The Bowl Schedule Failed The People of Alabama

College football fans in Alabama will be forced to make a tough decision on December 23 during this upcoming bowl season.

All three Alabama bowl games will be on the same day this year.
Source: Mickey Welsh-USA Today Sports

Common sense would indicate that if a state has three bowl games within a 260-mile radius, they would be scheduled on three different days, right? For Alabama, that is not the case as all three of the state’s bowl games are on the same day, the Camellia Bowl in Montgomery and the Birmingham Bowl are at the same time.

On Wednesday, 2023’s Bowl schedule released and Yellowhammer State football fans may have been shocked to see all three of their bowl games were placed within seven hours of each other. As mentioned earlier, the Camellia and Birmingham Bowls are both at Noon ET, while the 68 Ventures Mobile Alabama Bowl is the nightcap at 7 ET.

Surprisingly, this is not exactly familiar territory as the Birmingham and Camellia Bowls were both on the same day in 2022, but the Camellia Bowl was at Noon ET and the Birmingham Bowl was at 6:45 ET. Fans could easily watch the Camellia Bowl and then make the 80-minute drive to Birmingham with time to spare.

Of the three bowls, the Birmingham Bowl is the biggest victim. It is old knowledge that ESPN owns the Camellia and Birmingham Bowls so they curate those matchups to create the best TV viewership. For the Birmingham Bowl, this came at the expense of in-person attendance.

Neither Coastal Carolina or East Carolina were within 400 miles of Birmingham and only 15,901 fans filled 45,000-seat Protective Stadium.

The Camellia Bowl also has seen in-person attendance struggle thanks to ESPN’s decisions as the 2020 and 2021 games were in Christmas Day. (I will say that having Christmas Day college football at the Cramton Bowl again after the end of the Blue-Gray Classic was delightful.)

This year, a matchup fine-tuned by ESPN and competition will hurt attendance of the three bowls once again. This move is even more ridiculous when one realizes the three Dallas-Fort Worth area bowls are on three different days.

In the end, while it is understandable that ESPN usually fine tune the games they control, the oversight or blatant lack of care when it comes to the Alabama bowls is unacceptable.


What you have to do
Where the data below shows a picture, leave that picture out and copy the rest exactly.
╔══
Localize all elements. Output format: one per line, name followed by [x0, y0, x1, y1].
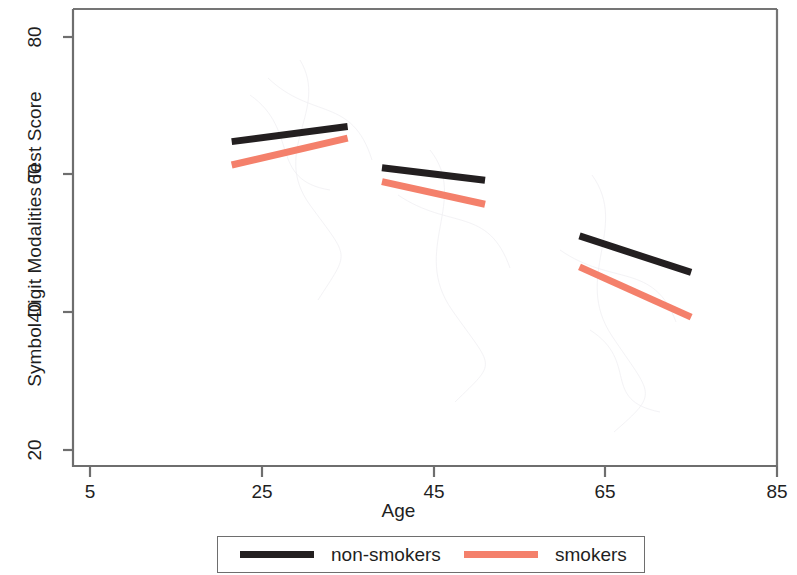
trend-line-smokers-older	[579, 267, 691, 317]
y-tick-label-60: 60	[24, 152, 46, 196]
legend-label-non-smokers: non-smokers	[331, 544, 441, 566]
data-series-layer	[232, 126, 691, 317]
y-tick-label-20: 20	[24, 428, 46, 472]
y-tick-label-80: 80	[24, 15, 46, 59]
y-tick-label-40: 40	[24, 290, 46, 334]
legend-entry-non-smokers: non-smokers	[240, 537, 441, 572]
x-tick-label-65: 65	[583, 481, 627, 503]
axis-frame	[73, 9, 777, 466]
trend-line-non-smokers-middle	[382, 168, 485, 180]
trend-line-smokers-middle	[382, 182, 485, 205]
x-tick-label-5: 5	[68, 481, 112, 503]
x-axis-title: Age	[0, 500, 797, 522]
y-axis-title: Symbol Digit Modalities Test Score	[24, 9, 46, 469]
x-tick-label-45: 45	[412, 481, 456, 503]
legend-swatch-non-smokers	[240, 551, 314, 558]
legend: non-smokers smokers	[217, 536, 645, 573]
trend-line-non-smokers-older	[579, 236, 691, 272]
x-axis-ticks	[90, 466, 777, 477]
chart-figure: Symbol Digit Modalities Test Score Age 8…	[0, 0, 797, 575]
x-tick-label-25: 25	[240, 481, 284, 503]
y-axis-ticks	[63, 37, 73, 450]
legend-swatch-smokers	[464, 551, 538, 558]
legend-entry-smokers: smokers	[464, 537, 627, 572]
x-tick-label-85: 85	[755, 481, 797, 503]
plot-area	[0, 0, 797, 575]
legend-label-smokers: smokers	[555, 544, 627, 566]
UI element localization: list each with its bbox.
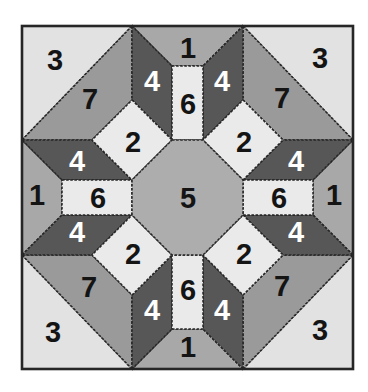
- label-corner-bottom-right: 3: [312, 314, 328, 346]
- quilt-block-diagram: 3 3 3 3 7 7 7 7 1 1 1 1 4 4 4 4 4 4 4 4 …: [0, 0, 368, 392]
- label-band-bottom-right: 7: [274, 270, 290, 302]
- label-wedge-right-upper: 4: [288, 145, 304, 177]
- label-edge-left: 1: [29, 179, 45, 211]
- label-wedge-right-lower: 4: [288, 216, 304, 248]
- label-wedge-top-right: 4: [214, 65, 230, 97]
- label-wedge-left-lower: 4: [69, 216, 85, 248]
- label-band-top-right: 7: [274, 82, 290, 114]
- label-bar-right: 6: [271, 182, 287, 214]
- quilt-block-svg: 3 3 3 3 7 7 7 7 1 1 1 1 4 4 4 4 4 4 4 4 …: [0, 0, 368, 392]
- label-wedge-left-upper: 4: [69, 145, 85, 177]
- label-edge-top: 1: [180, 32, 196, 64]
- label-wedge-top-left: 4: [144, 65, 160, 97]
- label-corner-top-right: 3: [312, 42, 328, 74]
- label-diamond-top-left: 2: [125, 126, 141, 158]
- label-diamond-top-right: 2: [236, 126, 252, 158]
- label-edge-right: 1: [326, 179, 342, 211]
- label-corner-top-left: 3: [47, 44, 63, 76]
- label-band-top-left: 7: [82, 83, 98, 115]
- label-diamond-bottom-right: 2: [236, 238, 252, 270]
- label-center-octagon: 5: [180, 182, 196, 214]
- label-diamond-bottom-left: 2: [125, 238, 141, 270]
- label-wedge-bottom-left: 4: [144, 294, 160, 326]
- label-edge-bottom: 1: [180, 331, 196, 363]
- label-bar-top: 6: [180, 88, 196, 120]
- label-bar-bottom: 6: [180, 274, 196, 306]
- label-bar-left: 6: [90, 182, 106, 214]
- label-corner-bottom-left: 3: [45, 316, 61, 348]
- label-band-bottom-left: 7: [81, 271, 97, 303]
- label-wedge-bottom-right: 4: [214, 294, 230, 326]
╚══
Reply to the exercise
Localize all elements. Output format: one per line, name followed by [x0, y0, x1, y1].
trend-line-smokers-older	[579, 267, 691, 317]
y-tick-label-60: 60	[24, 152, 46, 196]
legend-label-non-smokers: non-smokers	[331, 544, 441, 566]
data-series-layer	[232, 126, 691, 317]
y-tick-label-20: 20	[24, 428, 46, 472]
y-tick-label-80: 80	[24, 15, 46, 59]
y-tick-label-40: 40	[24, 290, 46, 334]
legend-entry-non-smokers: non-smokers	[240, 537, 441, 572]
x-tick-label-65: 65	[583, 481, 627, 503]
axis-frame	[73, 9, 777, 466]
trend-line-non-smokers-middle	[382, 168, 485, 180]
trend-line-smokers-middle	[382, 182, 485, 205]
x-tick-label-5: 5	[68, 481, 112, 503]
x-axis-title: Age	[0, 500, 797, 522]
y-axis-title: Symbol Digit Modalities Test Score	[24, 9, 46, 469]
x-tick-label-45: 45	[412, 481, 456, 503]
legend-swatch-non-smokers	[240, 551, 314, 558]
legend: non-smokers smokers	[217, 536, 645, 573]
trend-line-non-smokers-older	[579, 236, 691, 272]
x-axis-ticks	[90, 466, 777, 477]
chart-figure: Symbol Digit Modalities Test Score Age 8…	[0, 0, 797, 575]
x-tick-label-25: 25	[240, 481, 284, 503]
y-axis-ticks	[63, 37, 73, 450]
legend-swatch-smokers	[464, 551, 538, 558]
legend-entry-smokers: smokers	[464, 537, 627, 572]
x-tick-label-85: 85	[755, 481, 797, 503]
plot-area	[0, 0, 797, 575]
legend-label-smokers: smokers	[555, 544, 627, 566]
UI element localization: list each with its bbox.
- label-corner-bottom-right: 3: [312, 314, 328, 346]
- quilt-block-diagram: 3 3 3 3 7 7 7 7 1 1 1 1 4 4 4 4 4 4 4 4 …: [0, 0, 368, 392]
- label-band-bottom-right: 7: [274, 270, 290, 302]
- label-wedge-right-upper: 4: [288, 145, 304, 177]
- label-edge-left: 1: [29, 179, 45, 211]
- label-wedge-right-lower: 4: [288, 216, 304, 248]
- label-wedge-top-right: 4: [214, 65, 230, 97]
- label-wedge-left-lower: 4: [69, 216, 85, 248]
- label-band-top-right: 7: [274, 82, 290, 114]
- label-bar-right: 6: [271, 182, 287, 214]
- quilt-block-svg: 3 3 3 3 7 7 7 7 1 1 1 1 4 4 4 4 4 4 4 4 …: [0, 0, 368, 392]
- label-wedge-left-upper: 4: [69, 145, 85, 177]
- label-edge-top: 1: [180, 32, 196, 64]
- label-wedge-top-left: 4: [144, 65, 160, 97]
- label-corner-top-right: 3: [312, 42, 328, 74]
- label-diamond-top-left: 2: [125, 126, 141, 158]
- label-diamond-top-right: 2: [236, 126, 252, 158]
- label-edge-right: 1: [326, 179, 342, 211]
- label-corner-top-left: 3: [47, 44, 63, 76]
- label-band-top-left: 7: [82, 83, 98, 115]
- label-diamond-bottom-right: 2: [236, 238, 252, 270]
- label-center-octagon: 5: [180, 182, 196, 214]
- label-diamond-bottom-left: 2: [125, 238, 141, 270]
- label-wedge-bottom-left: 4: [144, 294, 160, 326]
- label-edge-bottom: 1: [180, 331, 196, 363]
- label-bar-top: 6: [180, 88, 196, 120]
- label-bar-bottom: 6: [180, 274, 196, 306]
- label-bar-left: 6: [90, 182, 106, 214]
- label-corner-bottom-left: 3: [45, 316, 61, 348]
- label-band-bottom-left: 7: [81, 271, 97, 303]
- label-wedge-bottom-right: 4: [214, 294, 230, 326]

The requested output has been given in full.